This has a cute intro sequence with John Larroquette and the Cryptkeeper to justify its Tales from the Crypt title, but really it’s a standalone feature with an excellent script and cast. I would’ve loved to see this follow the original Halloween model, an anthology movie series where every year a new cast of characters in a single location gets killed by demons to a pop metal soundtrack (I waited in vain for Sepultura’s “Policia”). That was probably the intention, but then Bordello of Blood starred Dennis Miller and nobody wanted to see that, and the dream died.

Pounder, Church:

Our location is a New Mexico hotel where Jada Pinkett works for CCH Pounder… angry fired postman Charles “Roger Rabbit” Fleischer and old-timer Dick Miller and prostitute Brenda Bakke are hanging out when the sheriff and Deputy Gary Farmer arrive to investigate a car crash. The drivers were Jesus Blood Defender William Sadler and Demon Lord Billy Zane, and soon the sheriff is dead, Pounder’s arm gets ripped off, and hunky latecomer Thomas Haden Church is challenging Sadler for command of the survivors.

Jada, Dick, Postman:

The Church-led brigade fails to escape through the ol’ abandoned mineshaft, but they do find a kid, who will later be possessed by a Tales from the Crypt comic book (unlike Dick Miller, possessed through a bare-tittied liquor fantasy). As more people get taken by demons, Sadler reveals his supernatural burden, passed on from a WWI buddy named Dickerson (haha), now handed off to Jada. Billy Zane (great in this) is hot on her trail at the end, eager to claim the blood key and start the demon apocalypse. Shot by Rick Bota (the three worst Hellraisers), Dickerson’s followup to a Most Dangerous Game movie with Ice T.

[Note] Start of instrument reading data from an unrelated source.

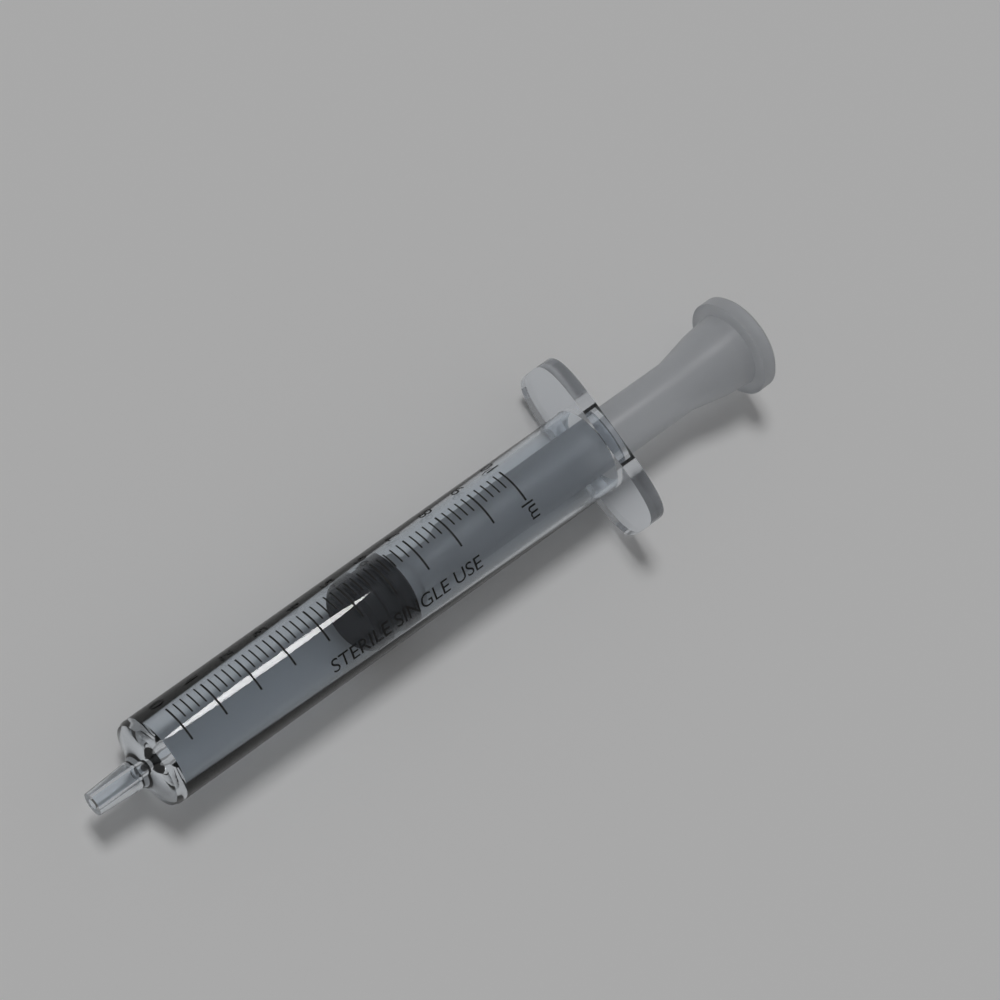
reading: 5.2 ml
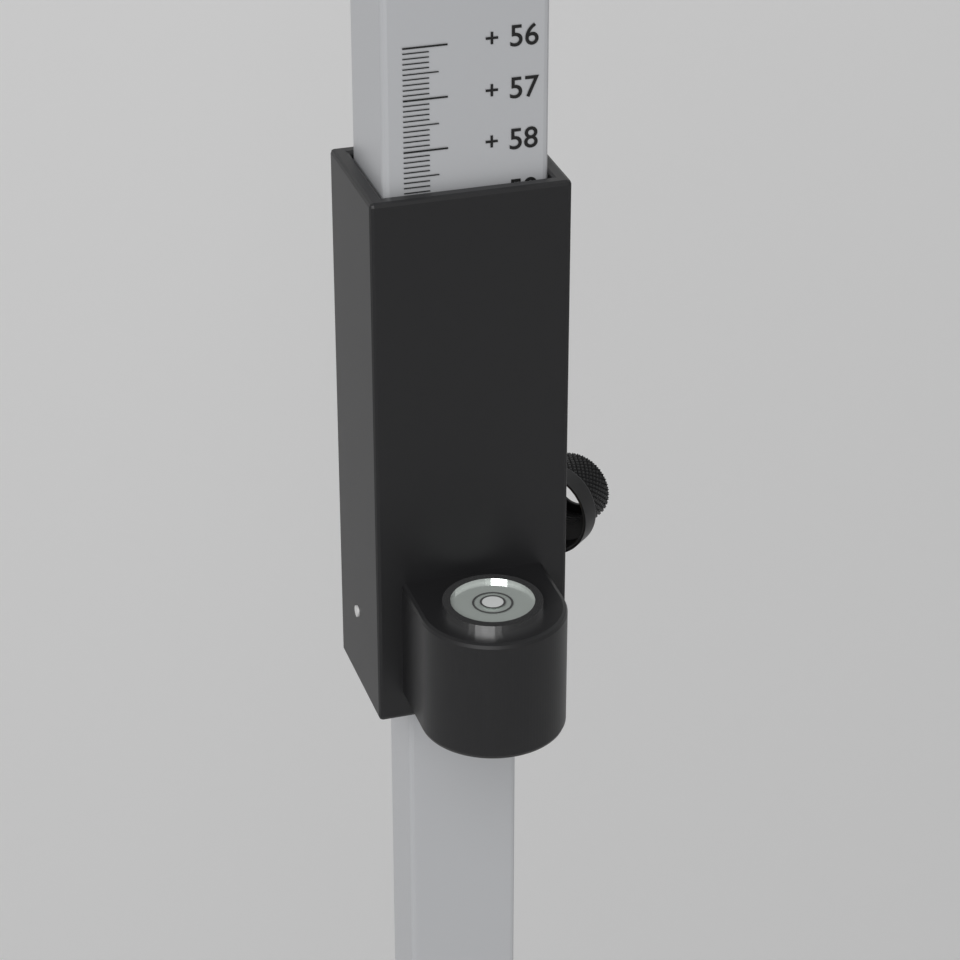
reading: 58.8 (no unit)
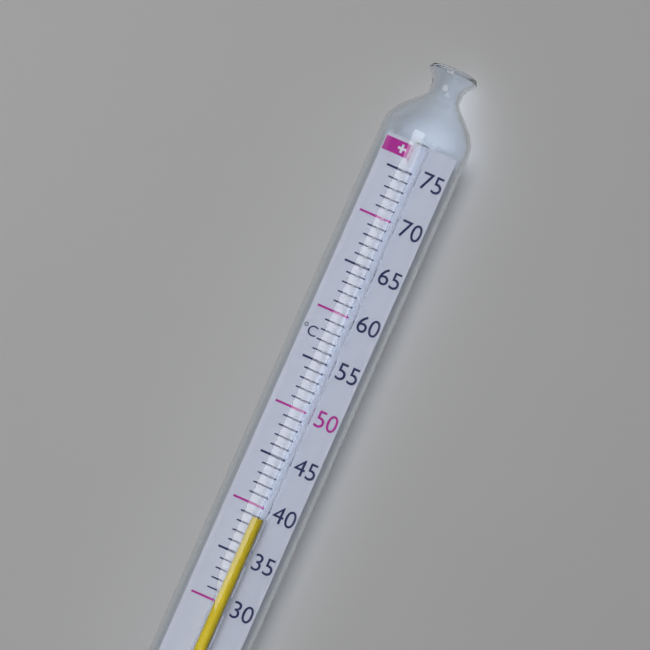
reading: 39 °C
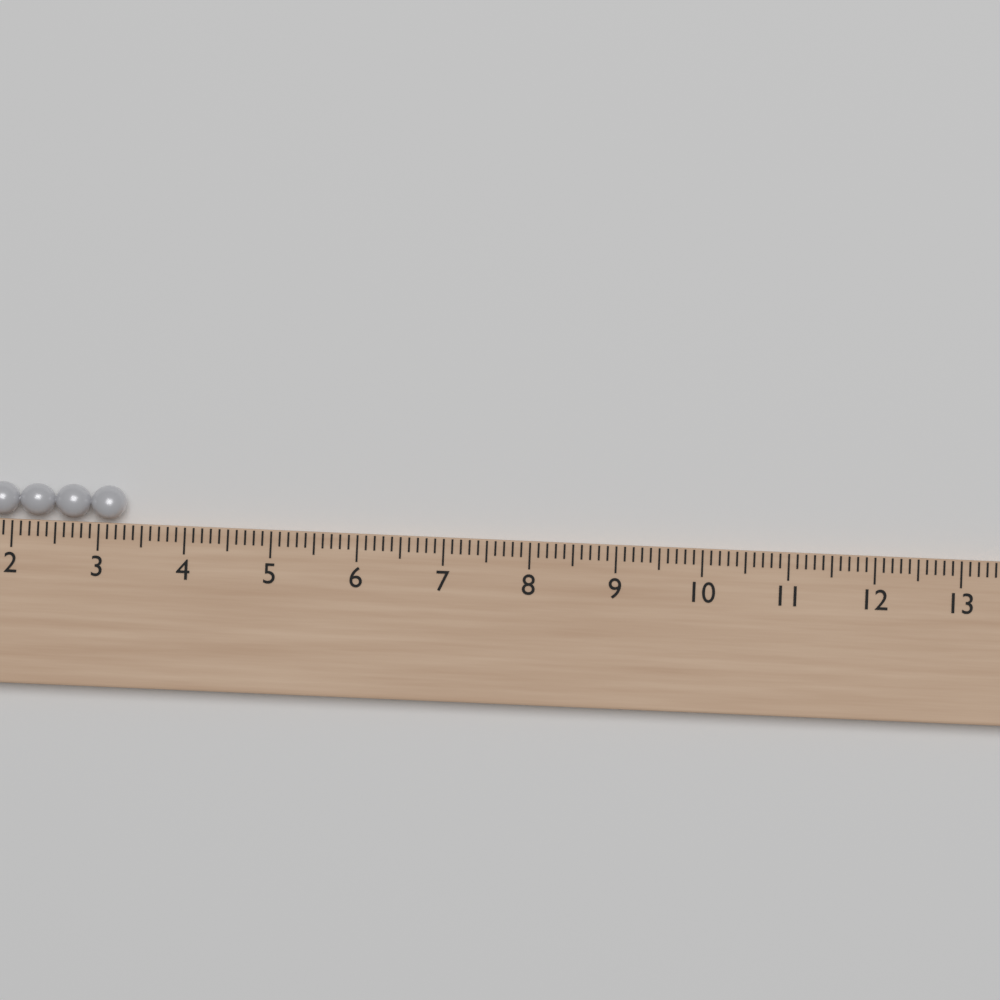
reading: 3.3 (no unit)
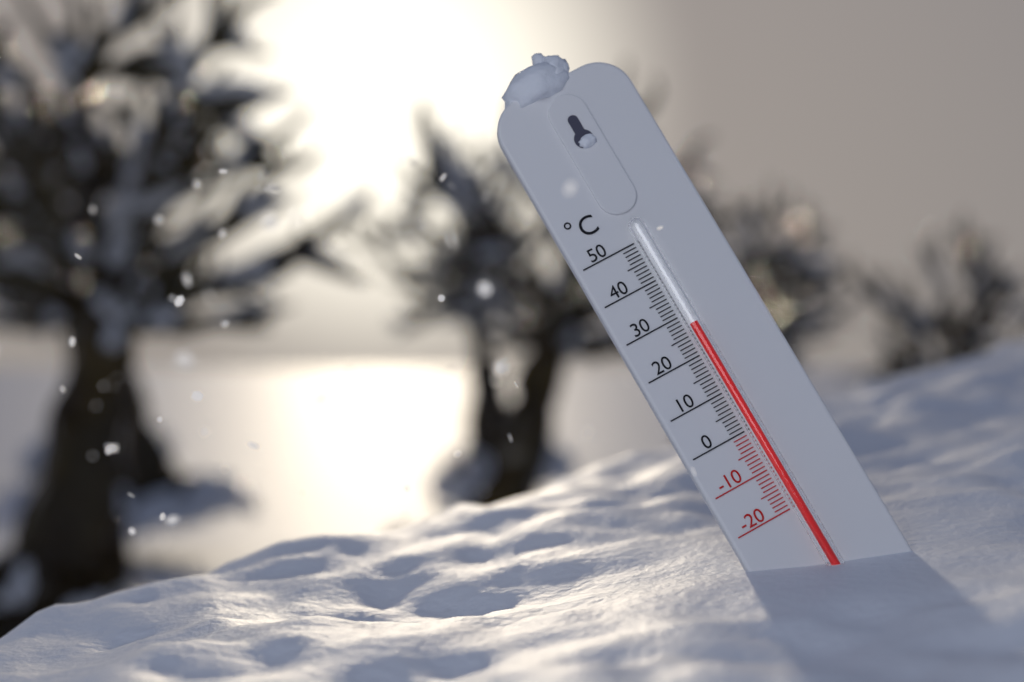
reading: 27 °C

Live and/or animated actors and props over distressed rotoed backgrounds, all talking philosophy and quantum physics, like Waking Life: The Western. The infinite universes concept ties into the animation/visual style changing from scene to scene, shot to shot – it doesn’t always work but it’s a big swing. Funny unintentionally as often as on purpose, which was often enough to keep me watching. Announces itself as Part One of The Arizona Antilogy (def: “a contradiction in terms or ideas”).

Our guys are Frank and Bruno, and I can’t prove that writers Marslett and Howe Gelb meant this as a Franklin Bruno reference but I’m gonna assume so. Frank is caught in a time-loop, robbing a store which leads to the death of singer Blackie (Gelb), and his buddy (doing a silly accent) is trying to save him from fate at the hands of killers-from-the-future (who go around the Old West claiming to have written Led Zeppelin songs), then Lily Gladstone helps them sort it all out. There’s an interdimensional camera crew which includes Gary Farmer, plus scenes with Neko Case (the reason I’m watching) and veterans of other surreal westerns. There’s a Timecrimes-ish bit, an it-was-all-a-dream bit, ends on a Schrödinger’s cat joke.